The Frameline shoot wasn't the first time Benson manned the monitor for Peaches. Benson, met Grannell on the set of Grannell's first feature length horror film, “All About Evil,” in 2010. As a producer and the assistant director, Benson noticed the difficult process Grannell had to go through to balance starring and directing the film.
“There were seven of our 23 shooting days that he had to be in drag,” Benson said. “Even if it was a scene that played later in the day, he still had to show up in makeup and be in drag the whole day. So, eventually the cast ended up calling him “Peach-ua” during the times he was half Peaches, half Joshua.”
Benson credits Grannell for taking his life in a completely different direction.
“I've probably done 30 movies, but doing that movie with her had a huge impact on my life,” Benson said. “I showed her my drag character Cousin Wonderlette and she really liked her. She took my character and put her on stage and now I have a whole part of my life has to do with performing that I wouldn't have otherwise. I credit it all to Joshua for bringing my drag character out. I'm super grateful to her for that.”
Grannell said that “All About Evil,” is probably the piece of work he is most proud of so far as it was a chance to combine his love of horror and drag. Despite becoming a drag horror icon in San Francisco, Grannell revealed that his relationship with blood and guts might not be comfortable as fans think.

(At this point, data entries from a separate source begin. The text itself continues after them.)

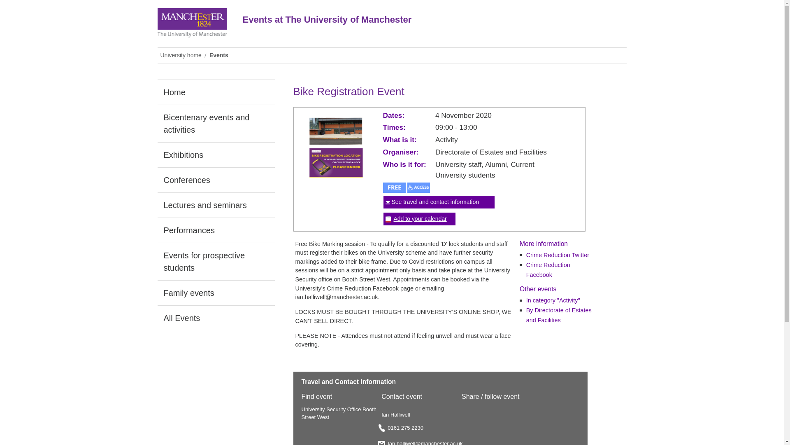  Describe the element at coordinates (216, 292) in the screenshot. I see `Family events` at that location.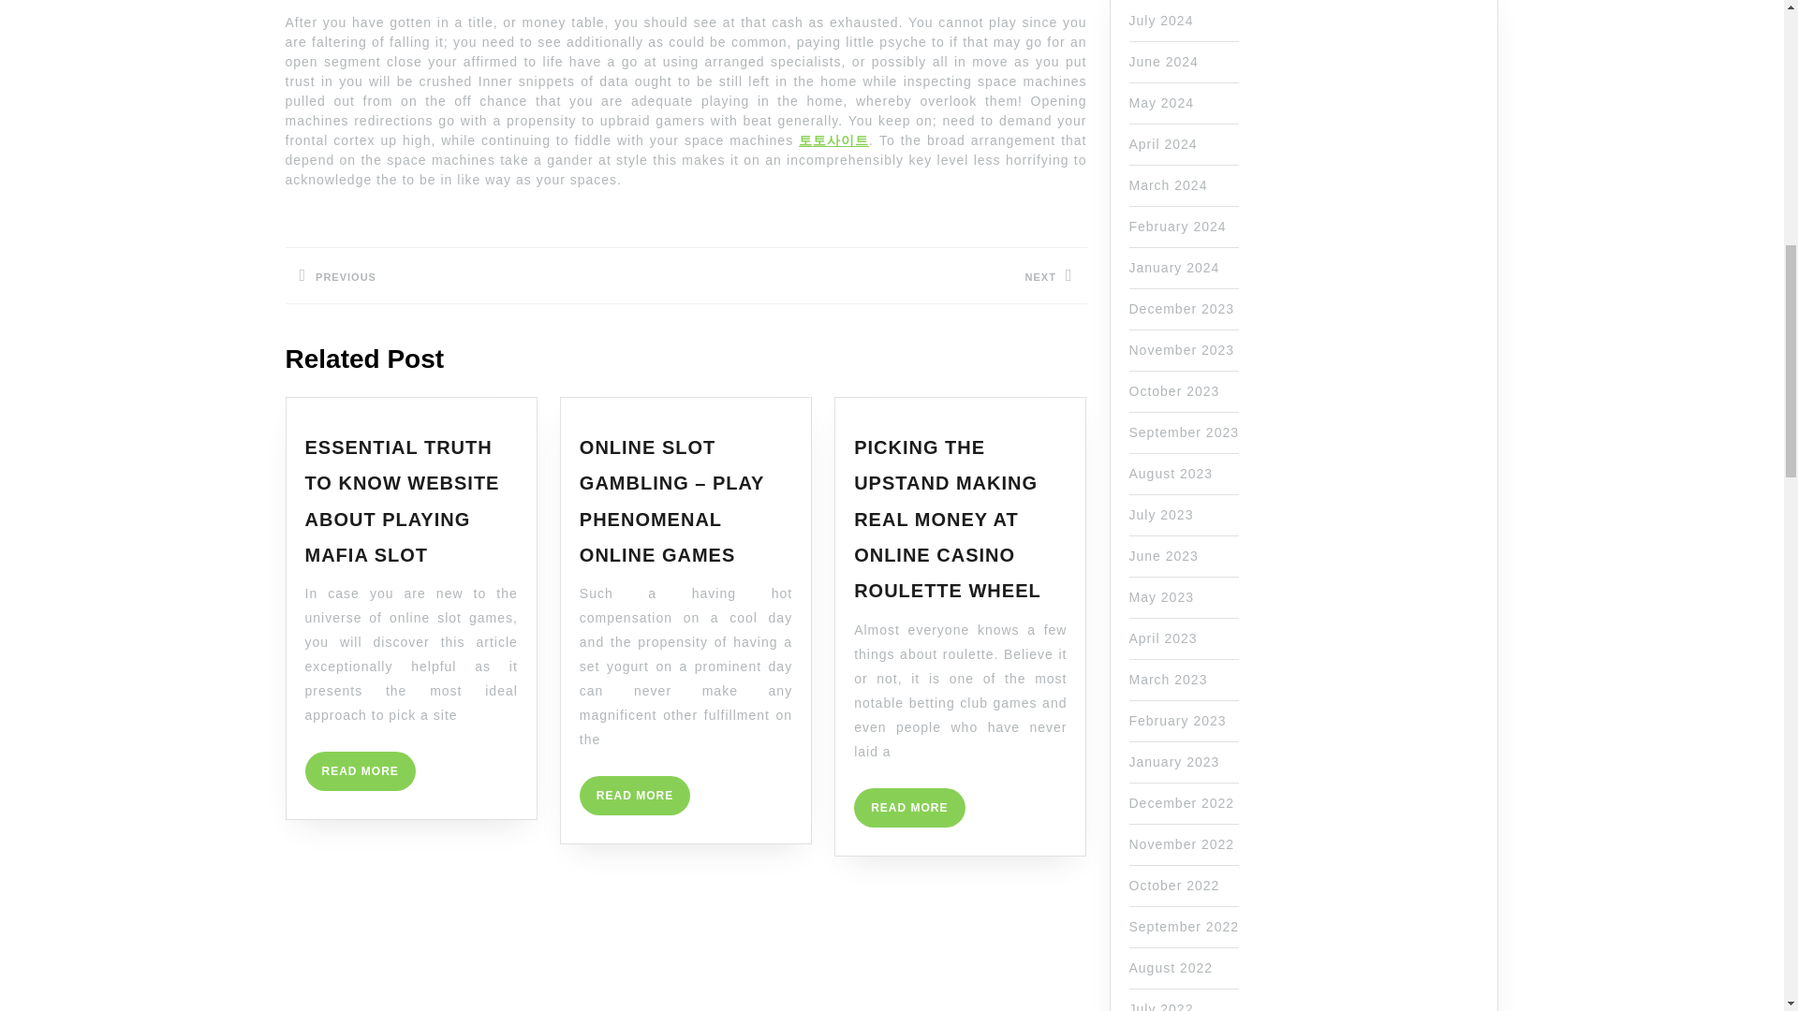  Describe the element at coordinates (1177, 227) in the screenshot. I see `June 2024` at that location. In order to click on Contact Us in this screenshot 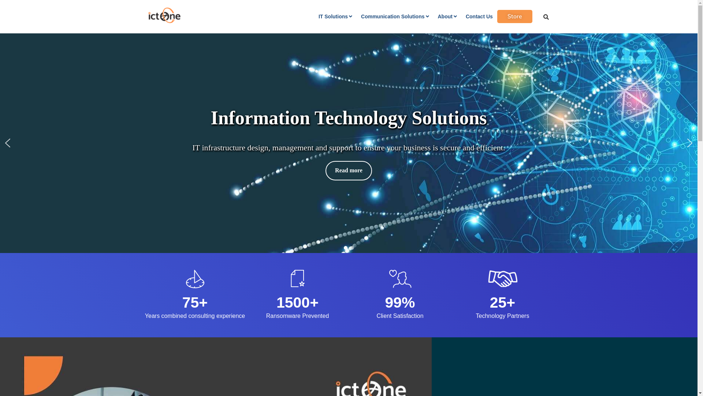, I will do `click(479, 16)`.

“What I've realized over time is that my attraction to extreme behavior and horror is really because I can't deal with the horror of the real world,” Grannell said. “I think a lot of times the reason I created Peaches and why I love horror is because it's a safe place for me to exercise fears that I have psychologically. I can't deal with gore, I can't even watch the surgery channel, but I can write it and film it and some how knowing it's artificial and that I'm in this safe playground, I can actually kind of face my fears a little bit.”
Though most people don't recognize Grannell out of makeup, those who do are sometimes surprised at how different he is from his drag alter ego.
Sinelnikoff met Grannell as a guest speaker in Benson's class and ended up asking him for guidance for her senior thesis film, which was a horror movie. Since she mainly knew him as the over the top Peaches Christ, Sinelnikoff said she didn't know what to expect when she sat down with Grannell to go over the script. She was relieved he was “very sweet and down to earth.”
“Lot of people say "don't meet your heroes," because a lot of the time they end up being jerks or horrible people,” Sinelnikoff said, “but that's the exact opposite with Joshua. The more and more I get to work with him, the nicer a person I find he is.”
Playing Peaches for nearly two decades has not only been provided Grannell with a creative outlet and career, but has also helped him discover things about himself he might not have otherwise.
“I do think of Peaches as a separate character from myself, but there is of course overlap between Peaches and Joshua,” Grannell said. “Peaches is just sort of this channel for me to be outrageous, colorful, sassy, maybe mean, but also very loving and earnest in a way as Joshua I'm not very comfortable with a lot of the time. It's interesting how the character has actually pulled stuff out of me that without the character, I'm not sure if I would have been able to tap into. I'm kind of more introverted and shy than people imagine.”
Despite his bounty of work, Benson feels that Grannell and other creative forces in the drag world don't get the credit they deserve.
“I think people are really dismissive of drag in a way. They think drag is a gay guy putting on a dress and lip syncing to Judy Garland or whatever,” Benson said. “But Joshua's an impresario. He's a true artist. He puts so much work into these shows. I mean, he just got back from New York doing a show off broadway. His stuff started as pre-shows before movies and now, they are the show.”